Now, a little late in the day, I pinch a fact
or cork little antinomy. I mentioned a little
while ago that I am speaking a little more.
I was recently a little included in this little
alchemy. You may feel I am leading you,


little by little, to
the naive failure
the      delighted
attempt to grasp
who declares me
a little too early,
a little too late. I
will justify little
intentionally


Wish to have said, as if asleep,   can’t you?
This reel is not a little game worth the part
the subject detaches   while still remaining
why does the subject take either too much
pleasure in traumatizing causality––or too
little, as in    the butterfly     the Wolf Man
the phobic terror    the beating little wings
so very far from beating causation, primal
stripe marking the time. the grid of desire
is comparable to what


a little while ago
I placed between
that blackboard
and my name a
more exact canvas
a trellis traversed
by necessary rays.


I have to see a point traversed.  little allows
me to remark concerns.     The secret of this
picture is given away,  little by little, we see
what the floating order posed by this relation
to you


its place is a little
story. It is always
at the heart of my
little story      it is
always this which
prevents me from


that overflow I have already referred to this
little Méduse et compagnie, that unquestion


what the specialist
calls those little    ,
those little   , those
little       
  touches
is that the function


is something                                  different
the organization which held us in our little
story showing us why we come back to the
little     , little     , little     again the passing
slow-motion film sees the most exemplary
invidia


one I found sums
up the little child
his breast looking
to effect a poison.
Having said this,


I know my question gave you a little rope
with very little behind the shutters.

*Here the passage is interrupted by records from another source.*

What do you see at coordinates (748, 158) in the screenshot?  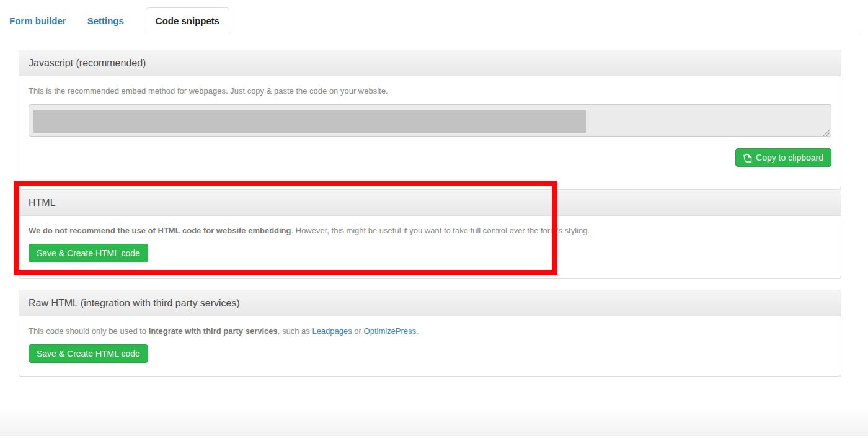 I see `clipboard-icon` at bounding box center [748, 158].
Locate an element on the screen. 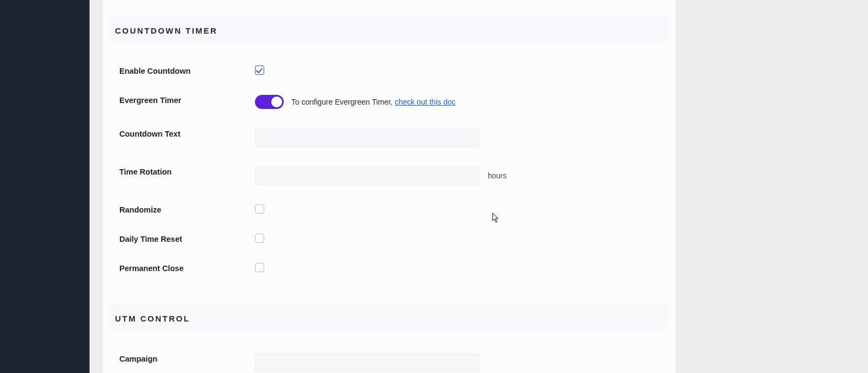  label-time-rotation: Time Rotation is located at coordinates (187, 171).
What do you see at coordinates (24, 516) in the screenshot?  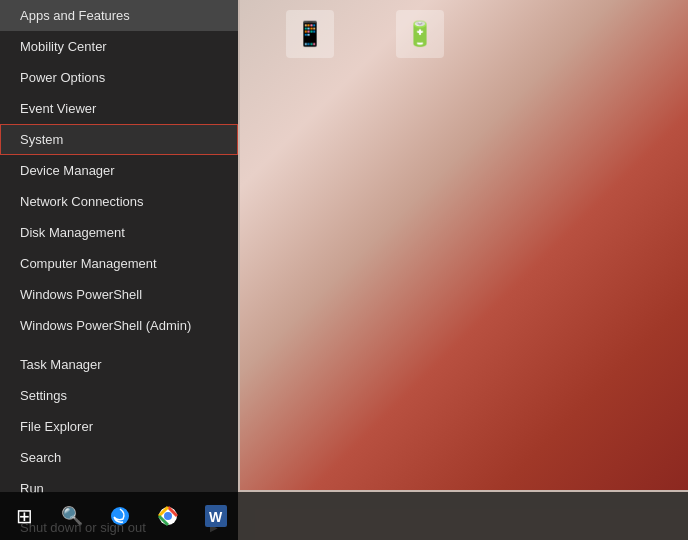 I see `start-button: ⊞` at bounding box center [24, 516].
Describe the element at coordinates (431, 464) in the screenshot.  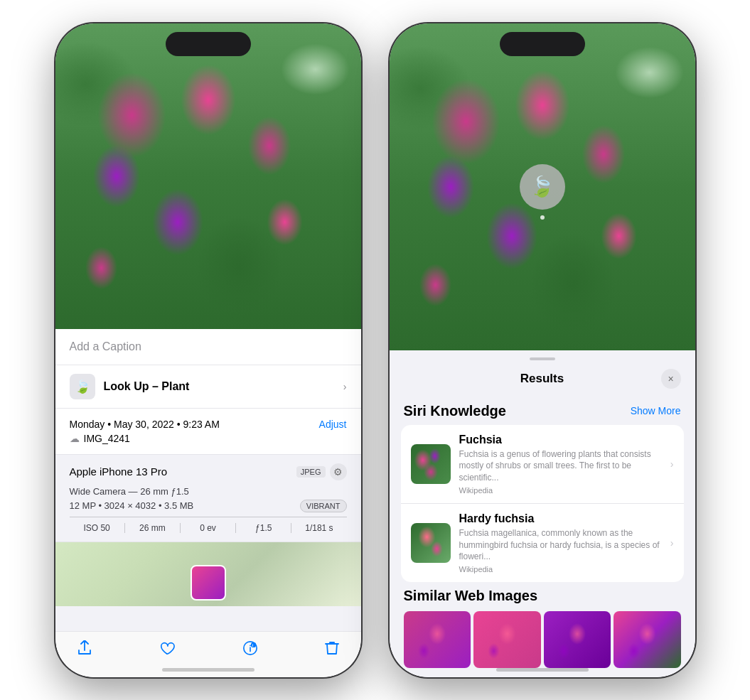
I see `fuchsia-thumbnail` at that location.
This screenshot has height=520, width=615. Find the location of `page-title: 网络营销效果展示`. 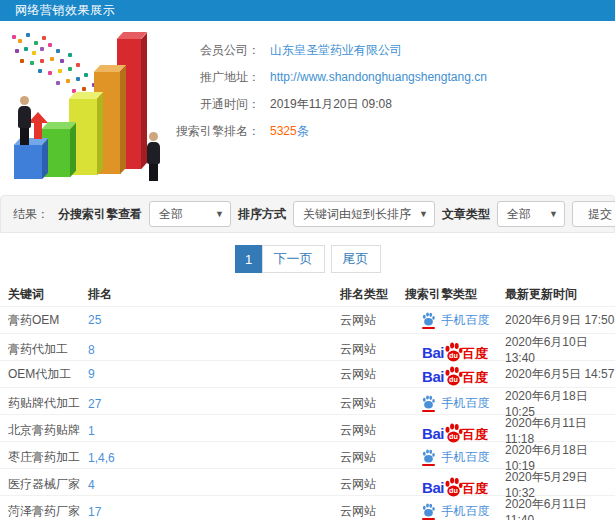

page-title: 网络营销效果展示 is located at coordinates (65, 10).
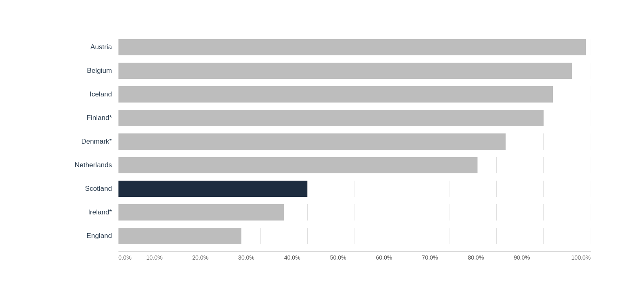 The height and width of the screenshot is (297, 644). What do you see at coordinates (200, 258) in the screenshot?
I see `x-axis-label: 20.0%` at bounding box center [200, 258].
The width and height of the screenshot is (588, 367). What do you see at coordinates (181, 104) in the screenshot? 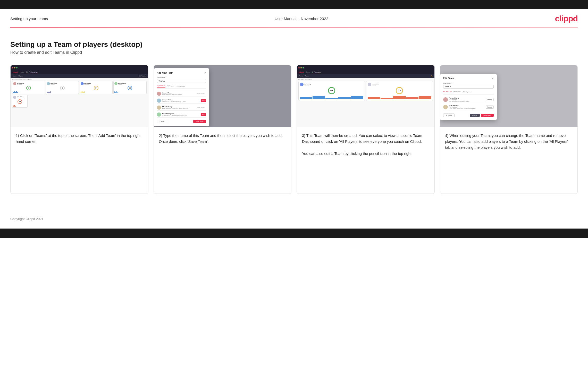
I see `dialog2-player-list: Adrian Player Plus Handicap · The Shire …` at bounding box center [181, 104].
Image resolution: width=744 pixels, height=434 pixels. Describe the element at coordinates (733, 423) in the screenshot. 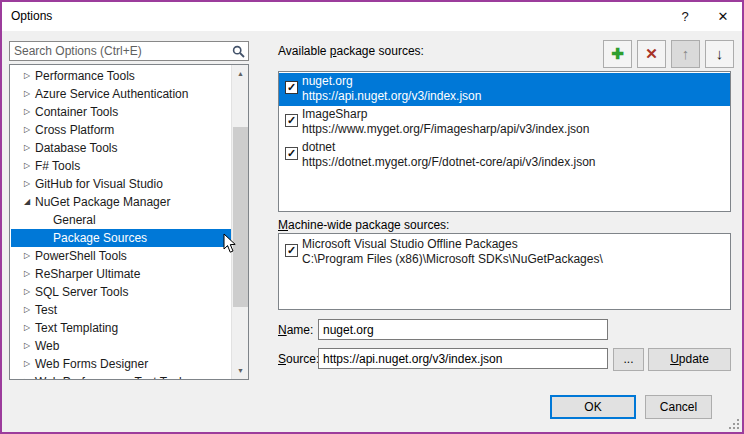

I see `resize-grip` at that location.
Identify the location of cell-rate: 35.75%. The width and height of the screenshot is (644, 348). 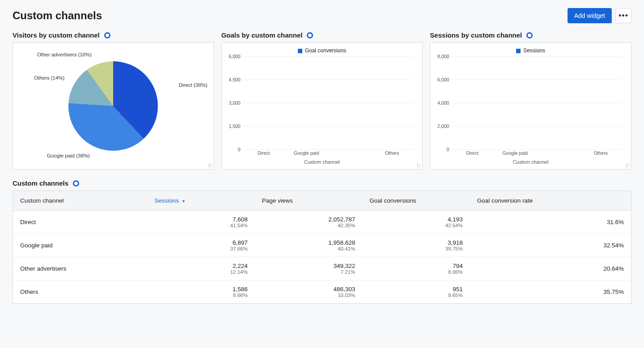
(551, 292).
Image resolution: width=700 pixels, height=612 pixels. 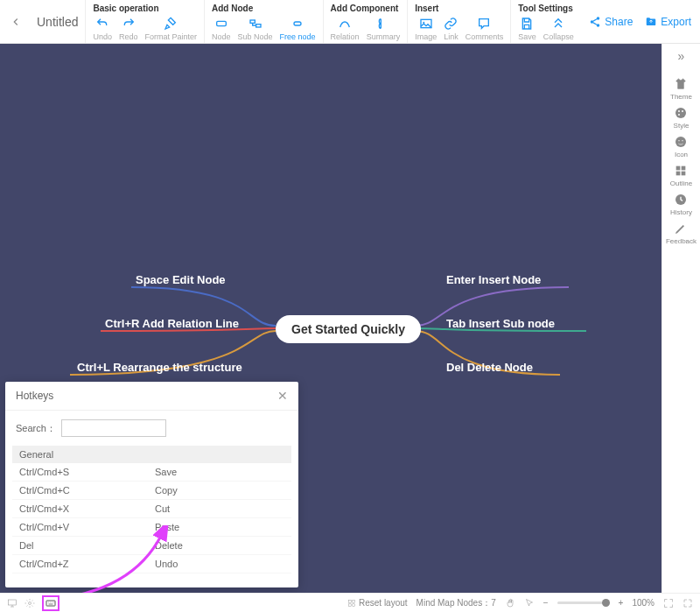 I want to click on hotkey-key: Ctrl/Cmd+S, so click(x=88, y=472).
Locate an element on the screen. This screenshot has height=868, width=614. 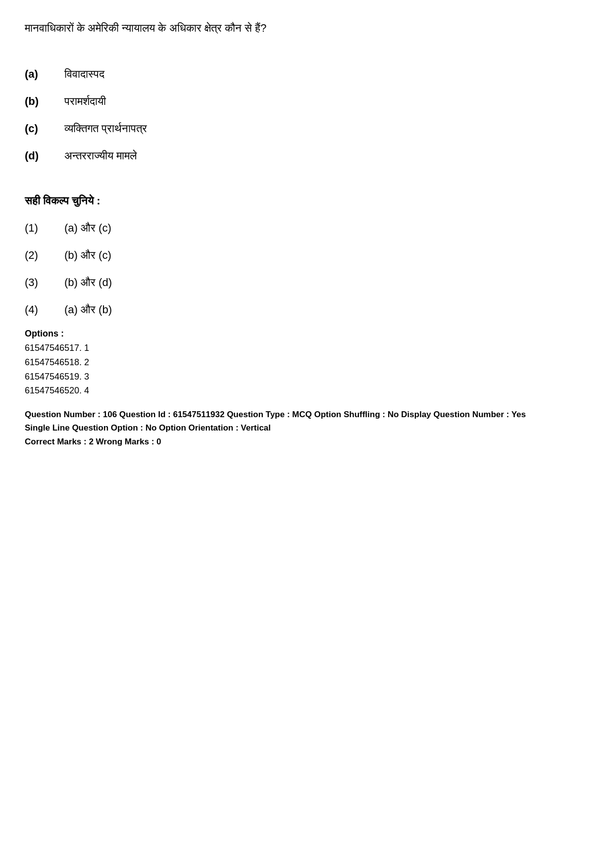
answer-options-container: (1) (a) और (c) (2) (b) और (c) (3) (b) और… is located at coordinates (307, 269).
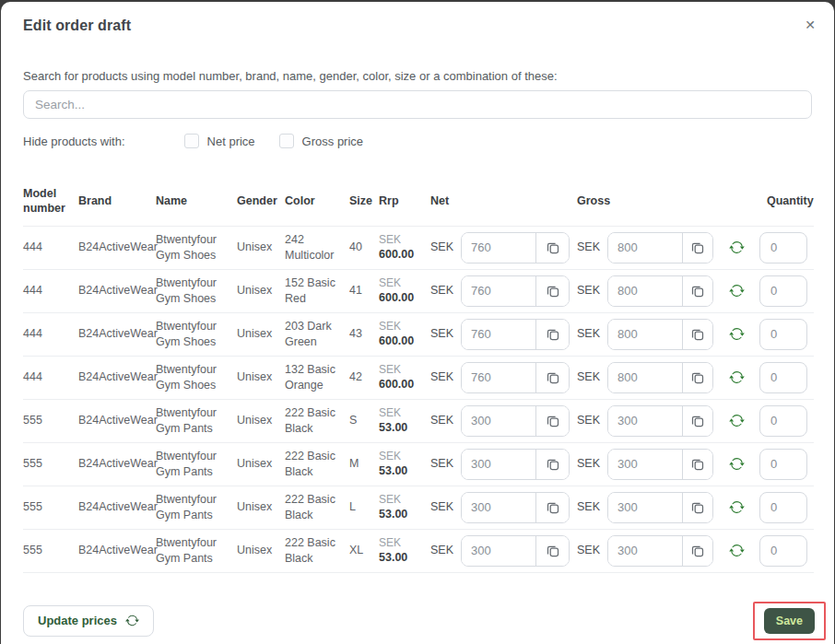 The height and width of the screenshot is (644, 835). I want to click on save-button: Save, so click(789, 621).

This is


what is in question
I have not touched
the point at which
it is possible to
form who, at that
moment, is lying,
lied a little before,
is lying afterwards,


or even, lying, declares the intention failed
now a little contrary he tries to illustrate the
simplest hallucination of simplest need, it
occurred in the dream of tori, strawberries,
eggs, delicacies, purely and simply present
need. on account of the sex the hallucination
is possible


you will notice little
forbidden objects in
this little mirror,


which shuts out what is on the other side
the subject sees obtained the inverted bunch
of flowers, that is to say, his own content.
at a certain level, this is how we approach
the problem a little more.


Why should it sometimes take a little time
for the light to come on? just a little. must
be others there––


all these little methods, they don’t speak to
a particular person, they just speak à la can
-tonade
. Let us keep this little losange  <> .
Symbolic logic, teach us the operation. But


in a little passage
there is some
misunderstanding
called my desire
and in a small note
some inaccessible
passage taken by
two pupils


In the earlier sample, useless is an important
remark to refute, not me, I am not involved,
but those who speak my name effect that
desire all the same, the fact the animal passes


from a hundred
frequencies to a
hundred other,
little concerning
little said


it was about time somebody began to look
lovable, in fact very little to say, as little is


what is at issue










Biographical Statement

Tony Wei Ling is a managing editor for Nat. Brut magazine.